The entrances he designed for the Parisian Metro system in 1900 made Hector Guimard an icon of French design at the turn of the 20th century. Between the 1890s and 1930s, Guimard designed buildings and objects for the public and private spheres, both large and small in scale.  He is responsible for hundreds of decorative objects as well as over 50 buildings and interiors. A leading proponent of the German concept of gesamkunstwerk, his designs worked together to create harmonious spaces, from the outside in. If Guimard’s clients spent their waking lives surrounded by the stylized floral and foliate swirls characteristic of his oeuvre, why not also in the afterlife?

Guimard designed several sepulchers and tombs over the course of his career  The earliest, made for the Caillat family in 1899 and located in the iconic Père Lachaise cemetery in Paris, is the most characteristic of the Art Nouveau movement: his treatment of the stone transforms the hard material into a fluid, organic form, while a stylized bronze cross seems to bear some stylistic similarities to the medallions he designed for the Metro just one year later.  A later tombstone, designed for a model French Village he exhibited at the 1925 Exposition des Arts Decoratifs in Paris, shows a marked shift in style.  Nearly a quarter of a century after the flowering of Art Nouveau, Guimard began to strip away ornament in an attempt to distinguish himself from the pack.  He referred to this new, more restrained era of his work as “le Style Guimard.”

This tombstone design seems to straddle Art Nouveau and le Style Guimard.  The form itself is clearly related to that of the 1925 Expo tombstone and a sepulcher made in 1922 for the French poet Albert Adès, with the rigidity of the arrangement only further emphasized by the barely-visible perpendicular guide-lines in pencil.  In contrast, the headstone itself is more fluid, evocative of drapery that’s been pulled back where it meets the base, and it bears the curving and curling flourishes typically found in Guimard’s earlier work.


WHAT YOU WILL DO: In the data below, find every line with the word "Rīgas" and copy it out.

*** INPUT DATA ***

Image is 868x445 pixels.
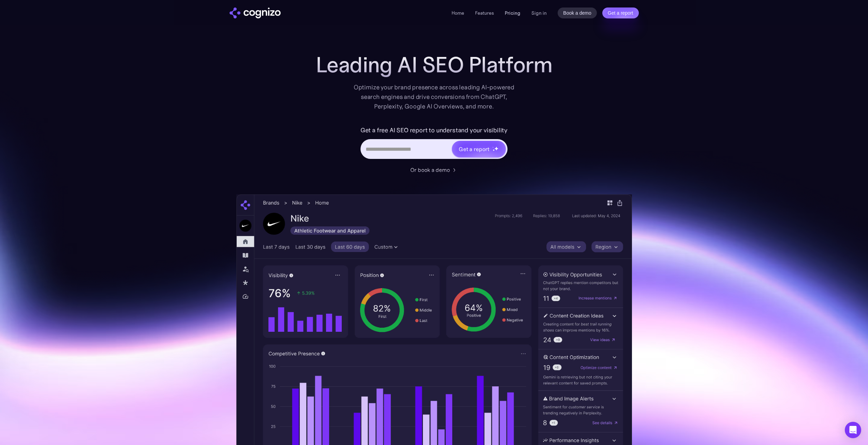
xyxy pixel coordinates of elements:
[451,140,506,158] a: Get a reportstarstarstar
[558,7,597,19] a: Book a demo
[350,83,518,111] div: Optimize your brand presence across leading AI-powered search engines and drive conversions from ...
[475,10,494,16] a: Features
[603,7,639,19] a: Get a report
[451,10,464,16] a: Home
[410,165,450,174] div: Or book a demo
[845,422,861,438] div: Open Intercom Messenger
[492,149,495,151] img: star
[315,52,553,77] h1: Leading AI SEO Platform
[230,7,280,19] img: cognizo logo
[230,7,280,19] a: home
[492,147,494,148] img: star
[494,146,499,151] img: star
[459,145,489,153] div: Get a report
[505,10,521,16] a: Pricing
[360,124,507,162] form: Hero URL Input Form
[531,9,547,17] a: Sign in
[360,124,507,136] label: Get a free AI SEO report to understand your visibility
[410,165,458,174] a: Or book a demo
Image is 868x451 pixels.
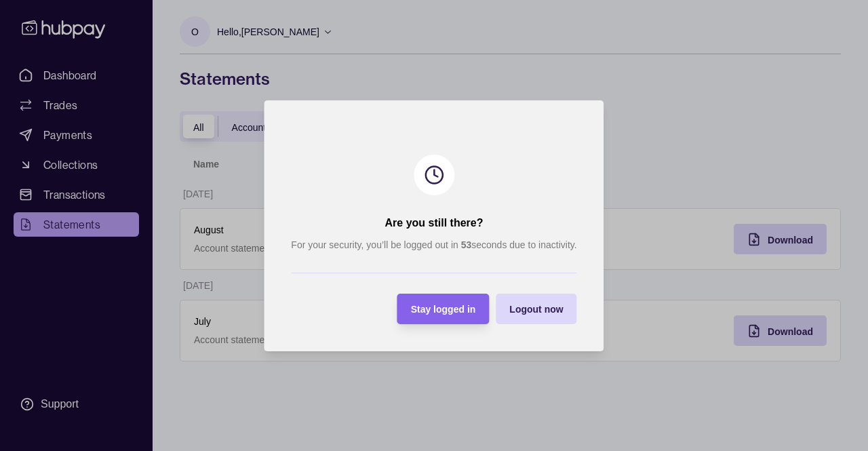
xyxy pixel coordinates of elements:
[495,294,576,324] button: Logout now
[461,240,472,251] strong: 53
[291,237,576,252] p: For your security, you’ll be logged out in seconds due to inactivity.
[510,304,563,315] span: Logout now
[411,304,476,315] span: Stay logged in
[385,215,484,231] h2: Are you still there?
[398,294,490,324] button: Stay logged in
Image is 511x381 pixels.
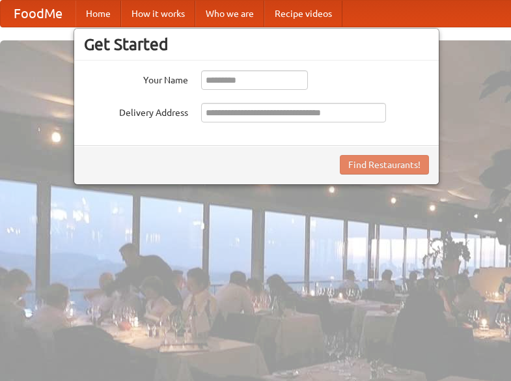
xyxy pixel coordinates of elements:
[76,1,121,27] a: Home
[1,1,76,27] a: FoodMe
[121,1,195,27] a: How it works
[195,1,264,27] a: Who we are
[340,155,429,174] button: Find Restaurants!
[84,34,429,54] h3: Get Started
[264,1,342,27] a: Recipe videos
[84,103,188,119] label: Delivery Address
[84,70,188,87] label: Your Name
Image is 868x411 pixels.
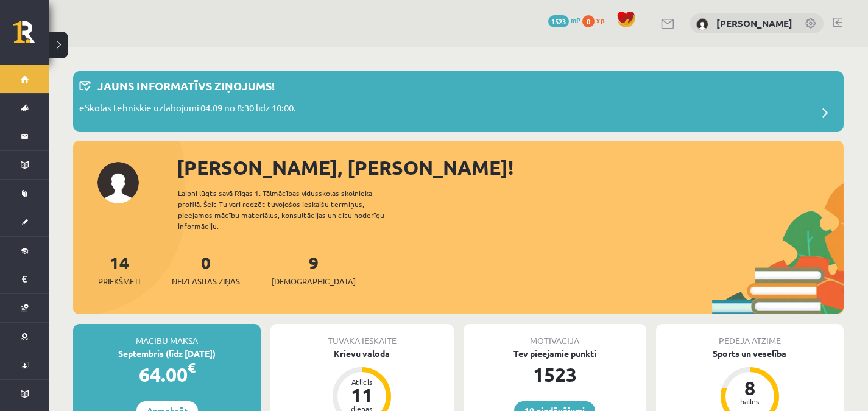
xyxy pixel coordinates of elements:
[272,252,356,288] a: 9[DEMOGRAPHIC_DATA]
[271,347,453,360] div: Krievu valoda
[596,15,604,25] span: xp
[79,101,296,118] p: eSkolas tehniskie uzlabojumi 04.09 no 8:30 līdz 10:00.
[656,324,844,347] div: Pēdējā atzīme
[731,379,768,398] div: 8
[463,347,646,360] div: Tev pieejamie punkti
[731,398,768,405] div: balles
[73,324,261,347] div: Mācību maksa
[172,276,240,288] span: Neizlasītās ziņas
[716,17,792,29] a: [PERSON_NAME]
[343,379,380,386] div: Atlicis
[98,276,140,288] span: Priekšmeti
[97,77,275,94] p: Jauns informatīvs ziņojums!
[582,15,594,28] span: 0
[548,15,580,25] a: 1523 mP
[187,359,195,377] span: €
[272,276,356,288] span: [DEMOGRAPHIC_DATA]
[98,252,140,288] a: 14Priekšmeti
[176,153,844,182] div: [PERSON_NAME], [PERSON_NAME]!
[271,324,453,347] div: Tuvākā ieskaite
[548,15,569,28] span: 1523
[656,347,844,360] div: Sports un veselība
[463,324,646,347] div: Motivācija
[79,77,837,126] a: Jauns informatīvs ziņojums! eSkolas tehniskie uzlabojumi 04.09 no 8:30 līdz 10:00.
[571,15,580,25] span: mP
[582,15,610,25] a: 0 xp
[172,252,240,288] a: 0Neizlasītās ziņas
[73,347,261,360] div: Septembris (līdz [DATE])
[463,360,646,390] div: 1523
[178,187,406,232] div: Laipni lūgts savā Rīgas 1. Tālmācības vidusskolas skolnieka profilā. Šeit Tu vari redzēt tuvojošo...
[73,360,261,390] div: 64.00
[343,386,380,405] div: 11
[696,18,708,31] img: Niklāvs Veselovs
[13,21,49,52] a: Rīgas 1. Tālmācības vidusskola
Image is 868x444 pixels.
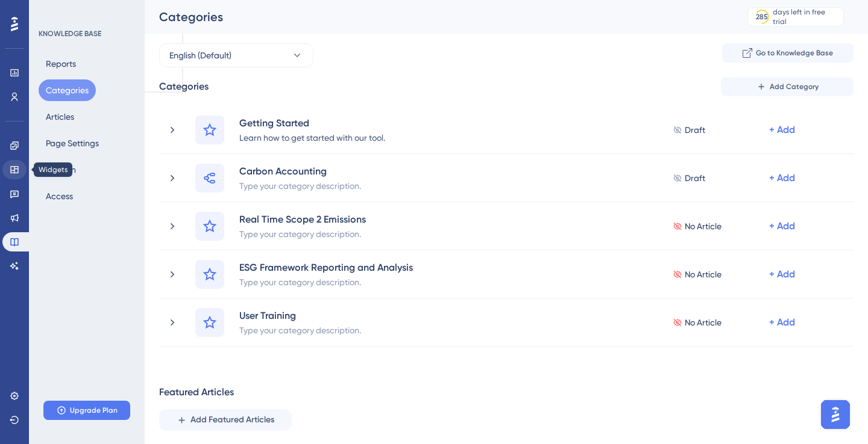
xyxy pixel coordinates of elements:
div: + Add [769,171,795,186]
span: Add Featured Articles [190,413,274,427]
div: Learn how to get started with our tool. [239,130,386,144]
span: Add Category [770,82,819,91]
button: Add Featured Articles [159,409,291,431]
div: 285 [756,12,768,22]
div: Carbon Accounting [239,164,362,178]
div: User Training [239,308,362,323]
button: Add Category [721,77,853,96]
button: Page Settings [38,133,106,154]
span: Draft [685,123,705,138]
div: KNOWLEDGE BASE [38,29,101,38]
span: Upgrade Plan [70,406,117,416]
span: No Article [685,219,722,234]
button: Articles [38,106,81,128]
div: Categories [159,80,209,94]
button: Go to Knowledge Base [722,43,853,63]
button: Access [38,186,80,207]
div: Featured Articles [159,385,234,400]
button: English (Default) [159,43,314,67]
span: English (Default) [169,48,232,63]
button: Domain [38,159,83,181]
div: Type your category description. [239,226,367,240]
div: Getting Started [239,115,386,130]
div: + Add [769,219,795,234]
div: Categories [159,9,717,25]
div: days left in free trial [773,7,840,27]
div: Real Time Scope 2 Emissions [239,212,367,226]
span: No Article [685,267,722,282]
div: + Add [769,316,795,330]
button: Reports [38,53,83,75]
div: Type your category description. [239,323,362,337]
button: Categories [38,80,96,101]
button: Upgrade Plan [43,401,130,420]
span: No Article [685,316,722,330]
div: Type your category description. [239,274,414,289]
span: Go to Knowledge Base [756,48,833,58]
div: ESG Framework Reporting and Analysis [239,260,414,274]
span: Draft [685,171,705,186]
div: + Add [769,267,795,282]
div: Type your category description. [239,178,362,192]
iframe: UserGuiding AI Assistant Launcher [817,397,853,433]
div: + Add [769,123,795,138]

*** End of INPUT DATA ***
*** INPUT DATA ***

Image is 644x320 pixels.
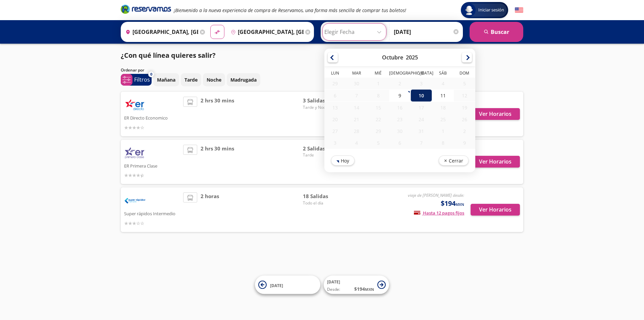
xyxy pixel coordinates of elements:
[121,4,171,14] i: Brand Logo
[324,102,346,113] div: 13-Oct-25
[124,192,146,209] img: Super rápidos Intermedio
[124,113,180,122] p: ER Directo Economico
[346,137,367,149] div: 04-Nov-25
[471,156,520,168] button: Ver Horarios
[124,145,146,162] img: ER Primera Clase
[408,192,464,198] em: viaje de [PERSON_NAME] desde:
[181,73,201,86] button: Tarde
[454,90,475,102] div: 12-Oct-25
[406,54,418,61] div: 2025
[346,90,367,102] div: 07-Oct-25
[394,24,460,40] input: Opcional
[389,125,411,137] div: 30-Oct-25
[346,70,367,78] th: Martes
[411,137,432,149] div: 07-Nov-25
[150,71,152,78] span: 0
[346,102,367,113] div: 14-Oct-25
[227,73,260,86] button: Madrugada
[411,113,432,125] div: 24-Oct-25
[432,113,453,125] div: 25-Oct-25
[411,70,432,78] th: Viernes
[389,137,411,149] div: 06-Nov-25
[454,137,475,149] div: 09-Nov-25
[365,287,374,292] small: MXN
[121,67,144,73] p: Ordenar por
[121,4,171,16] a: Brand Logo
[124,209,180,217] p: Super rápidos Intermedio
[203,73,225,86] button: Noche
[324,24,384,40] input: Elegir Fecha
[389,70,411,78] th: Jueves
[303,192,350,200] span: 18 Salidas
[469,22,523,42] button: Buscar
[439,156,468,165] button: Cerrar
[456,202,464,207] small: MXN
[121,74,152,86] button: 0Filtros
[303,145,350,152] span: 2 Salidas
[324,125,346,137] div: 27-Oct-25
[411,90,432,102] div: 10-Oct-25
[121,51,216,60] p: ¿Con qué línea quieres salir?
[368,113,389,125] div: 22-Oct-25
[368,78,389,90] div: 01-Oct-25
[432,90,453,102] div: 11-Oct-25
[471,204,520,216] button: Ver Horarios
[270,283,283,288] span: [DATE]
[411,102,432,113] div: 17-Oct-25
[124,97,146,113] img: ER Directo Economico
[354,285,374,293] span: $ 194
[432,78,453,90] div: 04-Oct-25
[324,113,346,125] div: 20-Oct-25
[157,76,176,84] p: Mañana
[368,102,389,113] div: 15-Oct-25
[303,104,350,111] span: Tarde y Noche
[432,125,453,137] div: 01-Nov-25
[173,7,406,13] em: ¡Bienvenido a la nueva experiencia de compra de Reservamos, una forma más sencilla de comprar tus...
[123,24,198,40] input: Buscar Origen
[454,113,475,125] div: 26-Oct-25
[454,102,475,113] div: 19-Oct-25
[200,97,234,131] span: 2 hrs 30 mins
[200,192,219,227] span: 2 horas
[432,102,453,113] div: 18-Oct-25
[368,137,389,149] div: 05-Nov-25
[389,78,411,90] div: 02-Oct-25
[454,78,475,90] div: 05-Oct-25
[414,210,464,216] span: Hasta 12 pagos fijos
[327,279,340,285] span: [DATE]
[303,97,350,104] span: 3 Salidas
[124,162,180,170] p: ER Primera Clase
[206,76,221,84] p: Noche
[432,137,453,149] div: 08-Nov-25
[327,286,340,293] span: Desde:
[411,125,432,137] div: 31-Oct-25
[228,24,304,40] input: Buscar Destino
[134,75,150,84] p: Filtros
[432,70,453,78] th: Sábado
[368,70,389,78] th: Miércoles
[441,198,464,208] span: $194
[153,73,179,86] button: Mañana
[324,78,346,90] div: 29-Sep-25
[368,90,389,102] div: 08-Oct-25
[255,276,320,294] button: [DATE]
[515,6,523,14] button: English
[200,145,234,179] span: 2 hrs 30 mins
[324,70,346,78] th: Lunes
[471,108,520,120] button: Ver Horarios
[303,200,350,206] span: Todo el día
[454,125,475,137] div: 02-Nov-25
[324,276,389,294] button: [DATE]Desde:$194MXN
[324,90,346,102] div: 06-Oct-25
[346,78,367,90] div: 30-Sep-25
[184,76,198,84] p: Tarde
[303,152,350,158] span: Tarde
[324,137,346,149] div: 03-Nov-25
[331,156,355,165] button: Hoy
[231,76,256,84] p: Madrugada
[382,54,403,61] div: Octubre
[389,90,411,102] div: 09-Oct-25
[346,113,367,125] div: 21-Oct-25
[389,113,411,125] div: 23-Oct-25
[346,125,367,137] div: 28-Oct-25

*** End of INPUT DATA ***

RESULT FOR THIS TASK:
[178,187,406,232] div: Laipni lūgts savā Rīgas 1. Tālmācības vidusskolas skolnieka profilā. Šeit Tu vari redzēt tuvojošo...
[13,21,49,52] a: Rīgas 1. Tālmācības vidusskola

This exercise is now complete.